I suppose I could have booked myself into an army officers’ mess. No doubt, I would have been made welcome at Wellington Barracks, the Grenadiers’ home base in London. But what would I have done there?
What could I do anywhere?
Once again I thought it might have been better if the IED explosion, or the pneumonia, had completed the task: Union Jack- draped coffin, firing of volleys in salute, and I’d be six feet under by now and be done with it all. Instead, I was outside my mother’s back door, struggling with a damned artificial foot to get down low enough to find the key that she habitually left under a stone in the flower bed.
And for what?
To get into a house I hated, to stay with a parent I despised. To say nothing of my stepfather, to whom I had hardly spoken a civil word since I had walked out of here, aged seventeen.
I couldn’t find the damn key. Perhaps my mother had become more security-minded over the years. There had been a time when she would have left the house unlocked completely. I tried the handle. Not anymore.
I sat down on the doorstep and leaned back against the locked door.

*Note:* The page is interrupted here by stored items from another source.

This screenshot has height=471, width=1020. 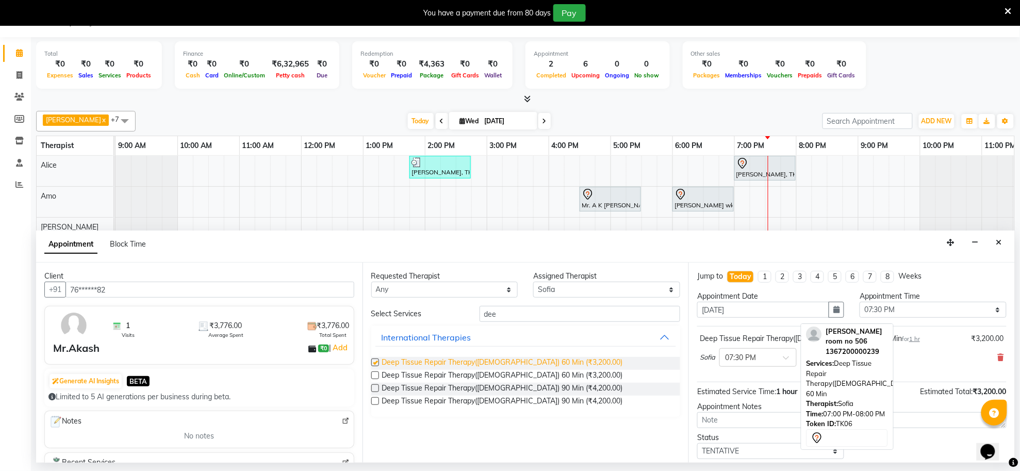 I want to click on span: Wed, so click(x=469, y=121).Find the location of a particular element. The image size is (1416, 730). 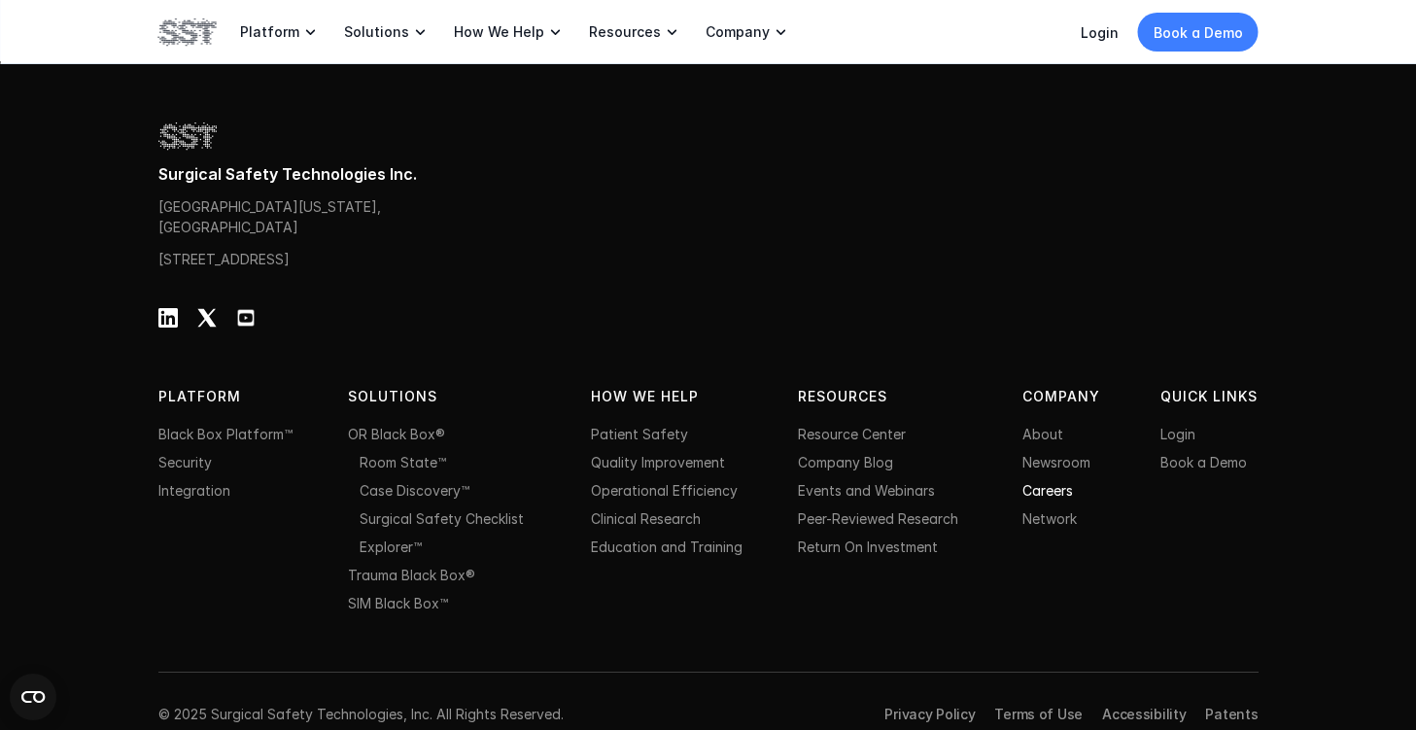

My mother would be home later.
I knew where she was. She was at the races—Cheltenham races, to be precise. I had looked up the runners in the morning paper, as I always did. She had four horses declared, including the favorite in the big race, and my mother would never miss a day at her beloved Cheltenham, the scene of her greatest triumphs. And while today’s might be a smaller meeting than the Steeplechase Festival in March, I could visualize her holding court in the parade ring before the races, and welcoming the winner back after them. I had seen it so often. It had been my childhood.